Abiogenesis is the spontaneous generation of life from nonliving material. For most scientists, this directly concerns the Archean Eon, a period approximately two point five billion years ago, when life supposedly first emerged. I am sure you are already aware of the famous Miller-Urey experiment, where they first succeeded in synthesizing organic compounds from an oxygen-free, high energy environment.
Never mind that the Archean was likely neither oxygen-free nor high energy. Never mind that decades later, scientists still cannot produce even half of the amino acids required for life. Never mind that laboratory conditions are not a substitute for an actual environment. Indeed, as my friend and colleague Harry Adams pointed out, the only thing the Miller-Urey experiment proved was that the conditions for abiogenesis were so absurdly specific that life should not have spawned at all.
I concurred with his conclusion. But as evolutionary scientists, there were precious few alternatives one could explore. The Panspermia Theory, that life originated from other planets through falling meteorites, was the next most credible option for a scientist who still wished to advance his career. But as Harry Adams again emphasized, all the theory did was kick the problem of organic synthesis down the road. Not only was this speculation foisting further absurd and specific requirements on an already precarious edifice, we never solved the original issue.

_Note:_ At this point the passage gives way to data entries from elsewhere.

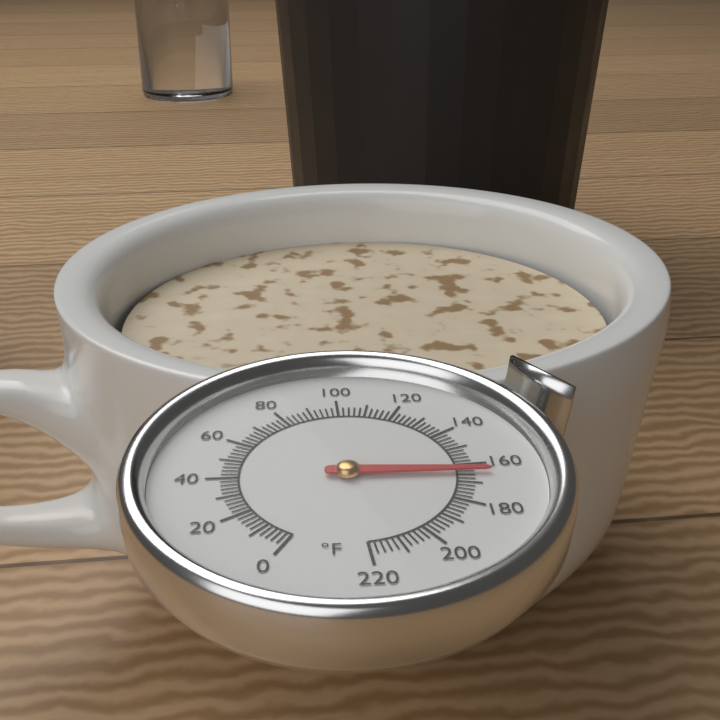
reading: 164 °F
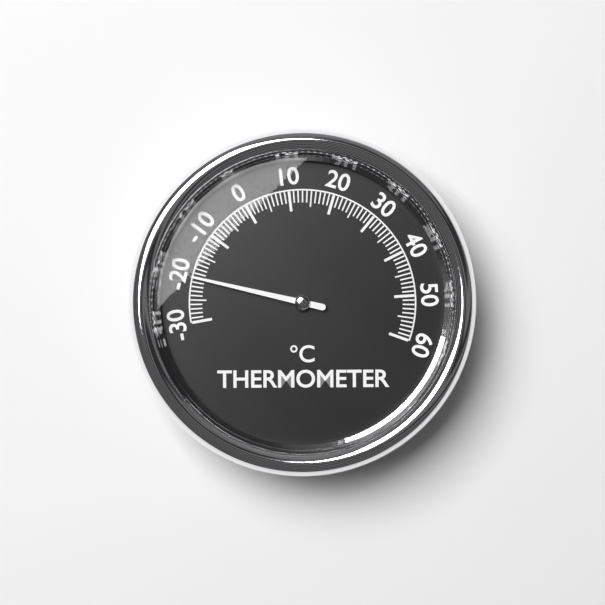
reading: -20 °C
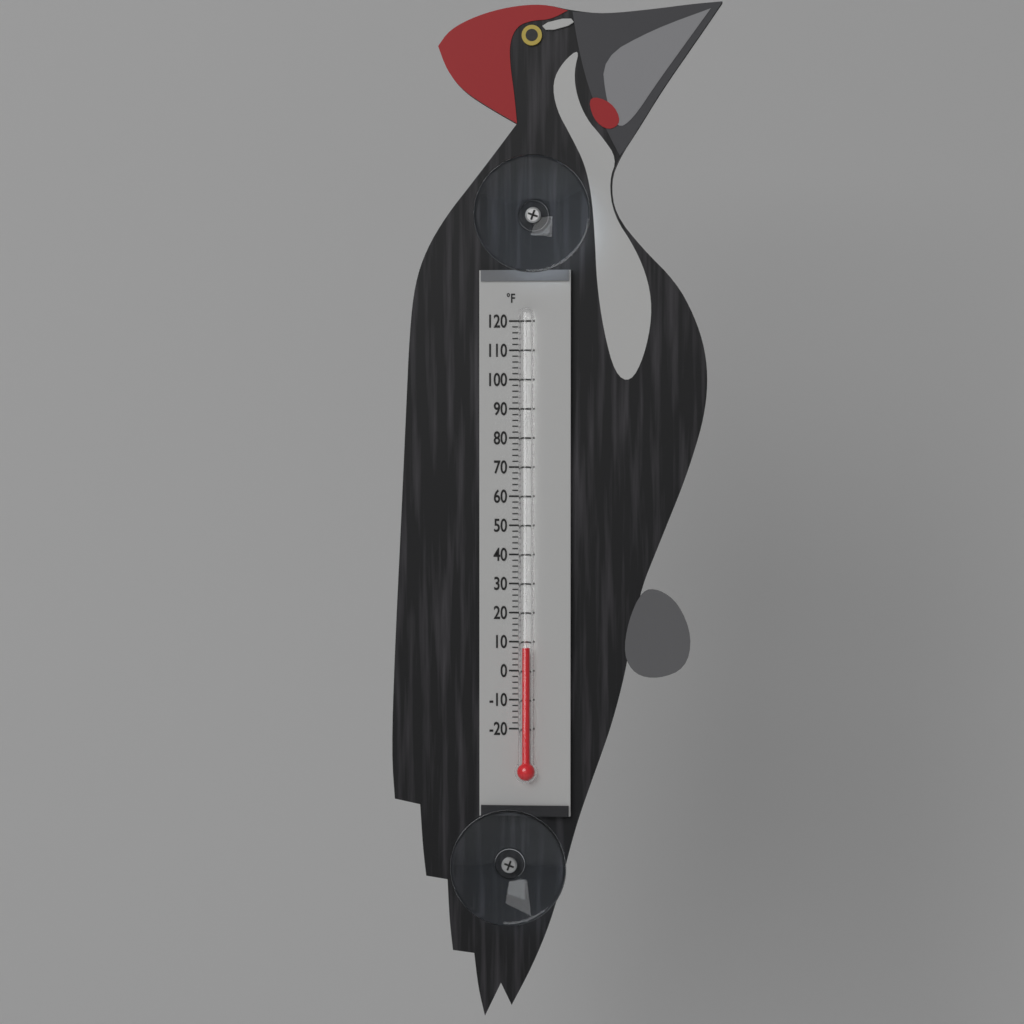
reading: 8 °F
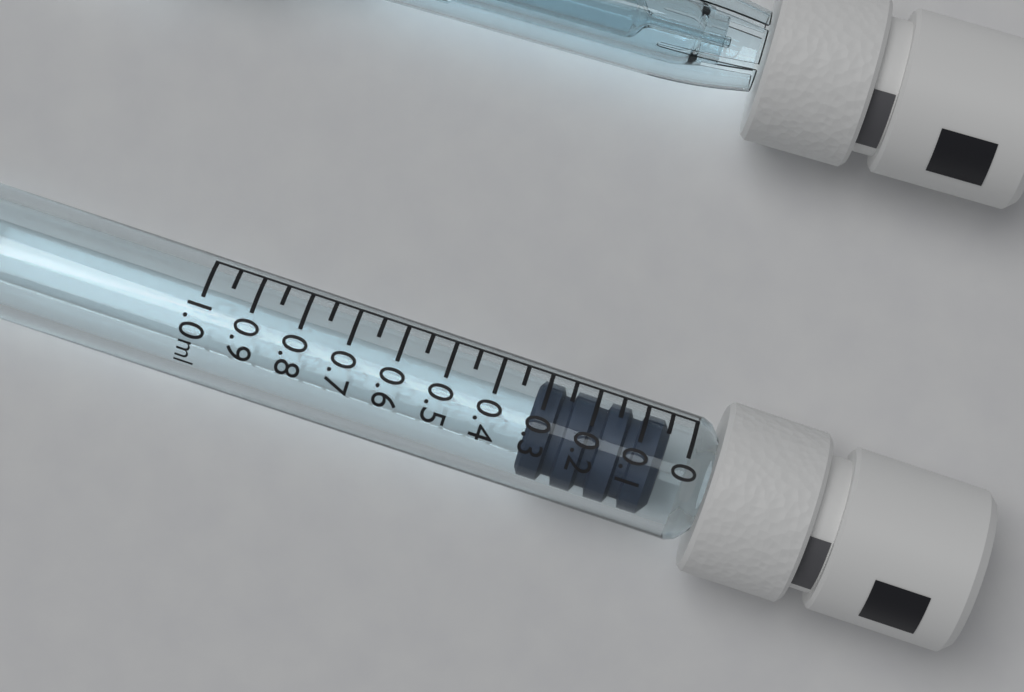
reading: 0.05 ml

How did life spawn from inorganic material? Besides the laughable notion of creationism, there were no good answers. It was a troubling conundrum as our field and understanding of Earth’s history relied upon these increasingly dubious assumptions. I feared that even if someone had discovered the truth, the scientific community would be forced to reject it out of hand, or else abandon everything modern science had built.
The people would never trust us again. How could they? We could not trust ourselves again! How would we know we had it right this time? How would we know there would not be another century destroying revelation again? No! It was better to continue the lie—and pray—that somewhere down the road, our lies would turn into truth. Everyone, save for myself and Harry Adams, secretly accepted this line of thought.
But as for ourselves, we still had nowhere else to go. Harry believed it was only in re-examining our most foundational beliefs about the universe that we could find the faulty premise and finally uncover the truth. If we had to adopt ideas that were laughable to the scientific community, so be it. The scientific community had spent the past two centuries building their worldview on laughable ideas. At least for ourselves and those who would listen to us, we could come to a proper appreciation of the universe and draw the correct conclusion from the evidence laid out before us. That was where it all started.
I can’t recall when Harry came upon his eternalist theory. The first I heard of it was over dinner as an off-hand remark. It was a bizarre yet entertaining thought at first, to be dismissed out of hand when it came time for more serious conjecture. And yet, slowly, this theory began to enrapture him. Harry started broaching it more and more in our exchanges until he was adamant with me that this was the solution we were searching for.
He began making the strangest of arguments and rationalizations, citing authors and books as equally unorthodox as his peculiar view. One name mentioned frequently was a scientist, or more aptly occultist, Gregor Menkovitch. He worked in the Soviet Union as a biologist in the late eighties. From my own research, Menkovitch had accumulated a variety of eccentric habits, each more bizarre than the last. He was noted as only deigning to eat meat because he viewed plants as impure lower beings. He possessed and wore only one set of clothes at a time, burning his attire when it was time to discard them. Later in life, he had developed an acute paranoia of corners, insisting that both his living and work accommodations all had curved edges.
He would frequently attend seances to commune, not with ancestor spirits, as was vogue with those kinds of rituals, but with what he called a “primordial vitalist energy”. He perished in the early 2010s, but the details surrounding the death were strange. The autopsy declared he had died of liver failing from prolonged vodka abuse. And yet, in my independent research, I had discovered Gregor’s many ramblings about the evils of alcohol and how it dimmed the mind to “higher truths”.
I feel obligated to mention another piece of strange information that I still do not know where to place in this account. In 2013, there was apparently a biological response unit called to a Moscow apartment (both around the same time and location as Menkovitch’s death). The team had been called to investigate a body which had been discovered by concerned neighbors. There was no official documentation, only snippets I could gather and translate from online forums.
Sorting through the whirlwind of speculation and conspiracy from such sources, I could only sufficiently confirm two things. The first was that the incident had indeed happened, and second, that the photo being circulated was unaltered and original to the response team.
This photo, which drew all manner of speculation from the online frenzy, depicted three men in hazmat gear, taking samples from a body covered in strange translucent growths. The body could not be identified from the shot, and all my attempts to find further concrete facts on the matter had failed. I can only attribute my failure to one of two possibilities. Either I was not competent enough to find the foreign verifiable sources I was seeking, or, as the sometimes rightfully paranoid masses were claiming, the government had covered it up.